28 La. Ann. 43 | La. | 1876
The defendant has appealed from a judgment of the-Superior Criminal Court of New Orleans condemning him to imprisonment in the Penitentiary for four years.
He assigns as error the refusal of the judge a quo to arrest the judgment on his motion, which alleged that “ the information herein filed is. defective in substance, and is such that the defendant would be unable to plead autrefois acquit or autrefois convict to a subsequent information or indictment filed for the same offense, the description of the instrument, alleged to have been forged and published as true not being such as is. required by law.” . ,
The information contained two counts. The first charged that “ one. Jules Pons, alias E. Mairaire, late, etc., feloniously did falsely make.,
The second count charged that “ after the commission of the felony in the manner and form aforesaid, the said Jules Pons, alias E. Mairaire, having in his possession a certain false, forged, and counterfeited order for the payment of money, feloniously did publish as true the said false, forged, and counterfeited order for the payment of money, he, the said ■Jules Pons, alias E. Mairaire, then and there well knowing that said ■order for the payment of money was false, forged, and counterfeited, with intent to injure and defraud the said Joseph Le Blanc,” etc.

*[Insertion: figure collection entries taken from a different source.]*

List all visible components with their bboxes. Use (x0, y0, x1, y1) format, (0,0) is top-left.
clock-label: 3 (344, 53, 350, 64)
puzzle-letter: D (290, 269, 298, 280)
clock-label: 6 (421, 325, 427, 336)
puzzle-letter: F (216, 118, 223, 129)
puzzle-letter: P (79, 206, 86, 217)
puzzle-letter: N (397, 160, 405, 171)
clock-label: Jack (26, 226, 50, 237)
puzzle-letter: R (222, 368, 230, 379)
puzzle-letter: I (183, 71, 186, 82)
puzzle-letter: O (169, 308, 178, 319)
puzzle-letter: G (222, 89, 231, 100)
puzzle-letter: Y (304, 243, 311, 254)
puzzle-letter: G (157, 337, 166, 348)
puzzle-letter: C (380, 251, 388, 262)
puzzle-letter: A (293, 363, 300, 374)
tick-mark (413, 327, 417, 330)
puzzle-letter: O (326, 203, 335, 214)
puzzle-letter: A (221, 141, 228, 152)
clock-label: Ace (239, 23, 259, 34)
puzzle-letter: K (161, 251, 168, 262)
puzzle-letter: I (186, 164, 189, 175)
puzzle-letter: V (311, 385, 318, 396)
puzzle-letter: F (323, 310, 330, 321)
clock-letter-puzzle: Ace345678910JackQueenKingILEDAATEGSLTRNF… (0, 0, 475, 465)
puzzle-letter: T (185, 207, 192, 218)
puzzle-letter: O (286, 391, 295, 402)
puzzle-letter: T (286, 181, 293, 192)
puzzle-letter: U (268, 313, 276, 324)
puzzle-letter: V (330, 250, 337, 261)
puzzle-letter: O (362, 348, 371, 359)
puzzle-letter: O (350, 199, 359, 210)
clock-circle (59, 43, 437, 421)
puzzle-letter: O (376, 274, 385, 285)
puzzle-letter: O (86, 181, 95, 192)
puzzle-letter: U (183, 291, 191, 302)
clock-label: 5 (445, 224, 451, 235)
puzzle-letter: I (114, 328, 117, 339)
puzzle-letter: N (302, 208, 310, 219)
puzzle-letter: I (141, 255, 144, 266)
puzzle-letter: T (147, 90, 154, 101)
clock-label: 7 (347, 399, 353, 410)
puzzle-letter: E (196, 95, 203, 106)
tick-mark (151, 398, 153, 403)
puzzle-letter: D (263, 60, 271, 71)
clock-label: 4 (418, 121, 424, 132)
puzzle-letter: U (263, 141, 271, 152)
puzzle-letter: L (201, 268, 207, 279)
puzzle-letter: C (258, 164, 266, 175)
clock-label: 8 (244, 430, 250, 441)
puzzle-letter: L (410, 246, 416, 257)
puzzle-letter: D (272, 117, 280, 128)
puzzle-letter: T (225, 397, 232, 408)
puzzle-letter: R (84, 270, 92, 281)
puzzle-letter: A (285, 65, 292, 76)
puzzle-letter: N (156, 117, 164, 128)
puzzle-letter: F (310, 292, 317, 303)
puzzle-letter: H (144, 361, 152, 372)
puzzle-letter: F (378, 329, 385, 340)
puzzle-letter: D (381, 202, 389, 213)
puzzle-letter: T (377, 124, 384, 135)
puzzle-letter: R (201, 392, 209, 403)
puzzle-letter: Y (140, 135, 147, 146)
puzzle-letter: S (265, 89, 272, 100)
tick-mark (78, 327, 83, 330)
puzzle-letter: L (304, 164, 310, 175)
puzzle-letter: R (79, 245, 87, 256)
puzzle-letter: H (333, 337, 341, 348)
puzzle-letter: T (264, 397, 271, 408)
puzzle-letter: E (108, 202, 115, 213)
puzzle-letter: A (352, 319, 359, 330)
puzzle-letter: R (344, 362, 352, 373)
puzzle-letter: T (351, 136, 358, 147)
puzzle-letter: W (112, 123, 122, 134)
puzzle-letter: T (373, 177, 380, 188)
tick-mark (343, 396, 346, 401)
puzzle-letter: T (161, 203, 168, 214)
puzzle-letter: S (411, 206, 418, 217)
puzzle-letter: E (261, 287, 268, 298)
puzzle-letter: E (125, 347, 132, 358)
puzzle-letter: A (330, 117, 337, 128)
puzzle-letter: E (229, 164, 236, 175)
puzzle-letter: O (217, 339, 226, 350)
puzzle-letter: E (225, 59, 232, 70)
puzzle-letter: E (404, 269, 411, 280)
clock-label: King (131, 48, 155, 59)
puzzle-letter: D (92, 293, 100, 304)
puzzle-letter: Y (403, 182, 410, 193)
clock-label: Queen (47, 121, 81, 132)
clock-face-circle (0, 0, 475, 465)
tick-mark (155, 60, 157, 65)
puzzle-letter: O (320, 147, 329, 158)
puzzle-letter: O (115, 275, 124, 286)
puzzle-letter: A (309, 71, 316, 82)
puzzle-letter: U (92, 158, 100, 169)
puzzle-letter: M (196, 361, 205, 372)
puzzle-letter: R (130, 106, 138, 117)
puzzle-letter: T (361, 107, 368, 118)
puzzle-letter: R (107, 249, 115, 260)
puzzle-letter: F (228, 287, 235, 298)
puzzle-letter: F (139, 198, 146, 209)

Prior to the act of 1855 it was the rule that the indictment must contain an exact copy or recital of the instrument forged,'when the prosecuting officer undertakes to set it out by its tenor. But even then, the ■Court of Errors and Appeals of this State said: “ "While we admit the law, with its reasons, to be as stated, we have not the least desire to ■strengthen the rule by an unlimited application of it.” 8 R. 542.

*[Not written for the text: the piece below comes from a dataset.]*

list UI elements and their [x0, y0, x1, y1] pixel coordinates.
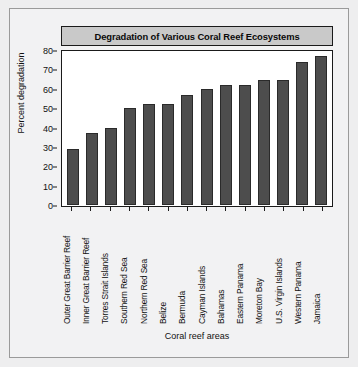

Since the act of 1855 the rule has been different in this State. The statute provides that “ in any indictment for forging, uttering, stealing, ■embezzling, destroying, or canceling, or for obtaining by false pretenses ■any instrument, it shall be sufficient to describe such instrument by any name or designation by which the same may be usually known, or by the purport thereof, without setting out any copy or fac simile thereof, ■or otherwise describing the same or the value thereof.” R. S. sec. 1049.
The motion in arrest of judgment was therefore properly overruled.
It is ordered that the judgment of the district court be affirmed.